Michael smothered a grin, continued to clean his mount’s hooves. “About. Just turned four. His sire was a walker, his dam a dark-eyed floozy from Baton Rouge.”
“Shit.” He was sunk. “You stable?”
“Yep. Here, for now. Then at my place when it’s finished. Should be ready to start construction in a couple weeks.”
“Let’s take a closer look.” In his Saville Row suit and Magli shoes, Byron climbed into the paddock.
“I’ve heard you Southern boys are cardsharps and horse thieves,” Michael commented as they strolled companionably toward the bay.
“You heard right.”
How long was she going to make him wait? Michael paced the floor, contemplated the bottle of wine on the counter. It made him scratch his head. He’d actually gone out and bought wine.
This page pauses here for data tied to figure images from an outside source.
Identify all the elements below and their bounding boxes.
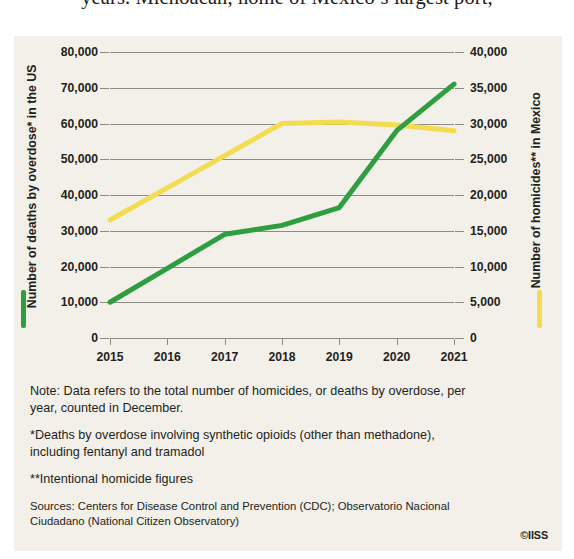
note-general: Note: Data refers to the total number of… xyxy=(30,383,480,416)
left-axis-tick xyxy=(100,195,109,196)
note-double-asterisk-homicide: **Intentional homicide figures xyxy=(30,471,480,488)
x-axis-tick xyxy=(225,339,226,345)
right-axis-tick xyxy=(455,302,464,303)
note-sources: Sources: Centers for Disease Control and… xyxy=(30,499,480,529)
note-asterisk-overdose: *Deaths by overdose involving synthetic … xyxy=(30,427,480,460)
left-axis-tick-label: 50,000 xyxy=(28,153,98,165)
right-axis-tick-label: 20,000 xyxy=(470,189,540,201)
chart-notes: Note: Data refers to the total number of… xyxy=(30,383,480,529)
right-axis-tick-label: 10,000 xyxy=(470,261,540,273)
left-axis-tick-label: 60,000 xyxy=(28,118,98,130)
right-axis-tick-label: 35,000 xyxy=(470,82,540,94)
left-axis-tick xyxy=(100,231,109,232)
right-axis-tick xyxy=(455,195,464,196)
x-axis-tick xyxy=(397,339,398,345)
left-axis-tick xyxy=(100,267,109,268)
left-axis-tick xyxy=(100,124,109,125)
left-axis-tick-label: 70,000 xyxy=(28,82,98,94)
left-axis-tick-label: 0 xyxy=(28,332,98,344)
x-axis-tick-label: 2016 xyxy=(137,350,197,364)
x-axis-tick xyxy=(282,339,283,345)
chart-figure: Number of deaths by overdose* in the US … xyxy=(14,36,562,551)
plot-canvas: 010,00020,00030,00040,00050,00060,00070,… xyxy=(110,52,454,338)
left-axis-tick-label: 20,000 xyxy=(28,261,98,273)
x-axis-tick xyxy=(454,339,455,345)
left-axis-tick xyxy=(100,338,109,339)
right-axis-tick-label: 5,000 xyxy=(470,296,540,308)
left-axis-tick-label: 10,000 xyxy=(28,296,98,308)
series-lines xyxy=(110,52,454,338)
left-axis-tick xyxy=(100,88,109,89)
x-axis-tick xyxy=(167,339,168,345)
right-axis-tick xyxy=(455,124,464,125)
right-axis-tick-label: 25,000 xyxy=(470,153,540,165)
right-axis-tick xyxy=(455,338,464,339)
x-axis-tick-label: 2017 xyxy=(195,350,255,364)
right-axis-tick-label: 30,000 xyxy=(470,118,540,130)
right-axis-tick xyxy=(455,231,464,232)
left-axis-tick xyxy=(100,159,109,160)
x-axis-tick-label: 2018 xyxy=(252,350,312,364)
left-axis-tick-label: 80,000 xyxy=(28,46,98,58)
left-axis-tick-label: 40,000 xyxy=(28,189,98,201)
right-axis-tick xyxy=(455,267,464,268)
right-axis-tick xyxy=(455,88,464,89)
left-axis-tick-label: 30,000 xyxy=(28,225,98,237)
copyright-credit: ©IISS xyxy=(520,529,548,541)
x-axis-tick-label: 2015 xyxy=(80,350,140,364)
right-axis-tick xyxy=(455,52,464,53)
line-mexico-homicides xyxy=(110,122,454,220)
right-axis-tick-label: 0 xyxy=(470,332,540,344)
legend-marker-us-overdose-deaths xyxy=(21,290,26,328)
left-axis-tick xyxy=(100,52,109,53)
right-axis-tick-label: 40,000 xyxy=(470,46,540,58)
x-axis-tick-label: 2019 xyxy=(309,350,369,364)
x-axis-tick xyxy=(339,339,340,345)
x-axis-tick-label: 2020 xyxy=(367,350,427,364)
page-body-text-cutoff: years. Michoacán, home of Mexico’s large… xyxy=(0,0,574,14)
right-axis-tick xyxy=(455,159,464,160)
right-axis-tick-label: 15,000 xyxy=(470,225,540,237)
x-axis-tick xyxy=(110,339,111,345)
chart-plot-region: Number of deaths by overdose* in the US … xyxy=(14,36,562,366)
x-axis-tick-label: 2021 xyxy=(424,350,484,364)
Not his usual style, but he’d figured sex in a horse stall wasn’t Laura’s usual either. The least he could do was offer her a civilized drink. Before he jumped her again.
Which was just what he wanted to do.
If she ever got there.
Of course she was coming. He’d reminded himself of that half a dozen times over the last hour. The way it had been between them the night before, she had to be just as eager for a repeat performance. She’d have thought of him during the day, countless times, the way he’d thought of her.
The way he would have sworn he’d smelled her every time he took a breath. The way he’d caught himself going off into some brainless trance because he could see her face in his head, or hear her voice, or . . .
Want her. Just want her.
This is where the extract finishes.